Vitamin D deficiency and NK cell count. Vitamin D levels were measured in 39 COVID-19 patients on hospital admission (within 48 h). We subsequently divided our cohort into two groups based on their vitamin D levels; vitamin D deficient (≤19.9 ng/ml, N = 32) and vitamin D insufficient (20-29.9 ng/ml, N = 7). Non-parametric Mann-Whitney revealed a statistically significant relationship between the count of NK cells in vitamin D deficient and insufficient patients. Data are represented as scatter plots. Line in the middle, median value; lower and upper lines, 25th to 75th centiles; horizontal line, threshold for NK lymphopenia. ∗p <0.05. NK= Natural killer.

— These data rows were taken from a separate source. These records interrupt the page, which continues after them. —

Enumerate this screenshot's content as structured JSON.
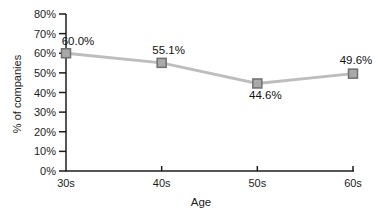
{
  "chart_data": {
    "type": "line",
    "title": "",
    "xlabel": "Age",
    "ylabel": "% of companies",
    "categories": [
      "30s",
      "40s",
      "50s",
      "60s"
    ],
    "series": [
      {
        "name": "% of companies",
        "values": [
          60.0,
          55.1,
          44.6,
          49.6
        ]
      }
    ],
    "point_labels": [
      "60.0%",
      "55.1%",
      "44.6%",
      "49.6%"
    ],
    "point_label_offsets": [
      [
        12,
        -8
      ],
      [
        7,
        -9
      ],
      [
        8,
        16
      ],
      [
        3,
        -10
      ]
    ],
    "ylim": [
      0,
      80
    ],
    "ytick_step": 10,
    "ytick_labels": [
      "0%",
      "10%",
      "20%",
      "30%",
      "40%",
      "50%",
      "60%",
      "70%",
      "80%"
    ],
    "grid": false,
    "legend": "none",
    "marker": "square",
    "colors": {
      "line": "#bdbdbd",
      "marker_fill": "#a9a9a9",
      "marker_border": "#707070",
      "axis": "#1c1c1c",
      "text": "#1c1c1c",
      "background": "#ffffff"
    }
  }
}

The beneficial effects of vitamin D on protective immunity are due in part to its effects on the innate immune system. In vitro studies have reported contradictory results on the role of vitamin D on NK cell function, but whether vitamin D induces or inhibits NK cell function in vivo remains unclear.3 NK cells are a type of cytotoxic lymphocytes that are critical to the innate immune system and secrete many cytokines and chemokines. Despite their vital role in viral infections, the contribution of NK cells in the immune defence against severe acute respiratory syndrome coronavirus 2 (SARS-CoV-2) has not yet been directly investigated. The reduced circulating NK cells and exhaustion in the peripheral blood of COVID-19 patients has been suggested to be directly responsible for the progression and severity of COVID-19.4, 5, 6 Another study demonstrated that in SARS-CoV-2 infection, NK cell number was significantly reduced; however, the cells were strongly activated, and this activation correlated with the development of severe disease.7
The immunomodulatory effects of vitamin D have prompted researchers to consider the preventive effect of vitamin D supplementation on SARS-CoV2 viral infection8 , 9. It has been suggested that vitamin D supplementation might boost the immune system of COVID-19 patients and reduce disease severity in vitamin D-deficient patients.10 Indeed, bolus vitamin D3 supplementation during or just prior to COVID-19 infection was associated in frail elderly with less severe COVID-19 and better survival rate.11
Vitamin D deficiency is a widespread situation and can cause abnormalities ranging from cardiovascular-related conditions to disturbances of the endothelial function and the immune system.12 In our pilot, single-centre, limited sample size study, we were able to demonstrate that vitamin D deficiency was associated with reduced numbers of NK cells; specifically, vitamin D deficient patients presented with mild NK lymphopenia (<100 cells/μl), while vitamin D insufficient patients had normal NK cell counts (≥100 cells/μl). This reported lymphopenia may obstruct the important cellular barrier during early viral infections in patients with vitamin D deficiency. A larger cohort of COVID-19 patients is required to study the correlation between vitamin D deficiency and NK lymphopenia and activation.
Declarations of interest
None.
Footnotes
Peer review under responsibility of Hellenic Society of Cardiology.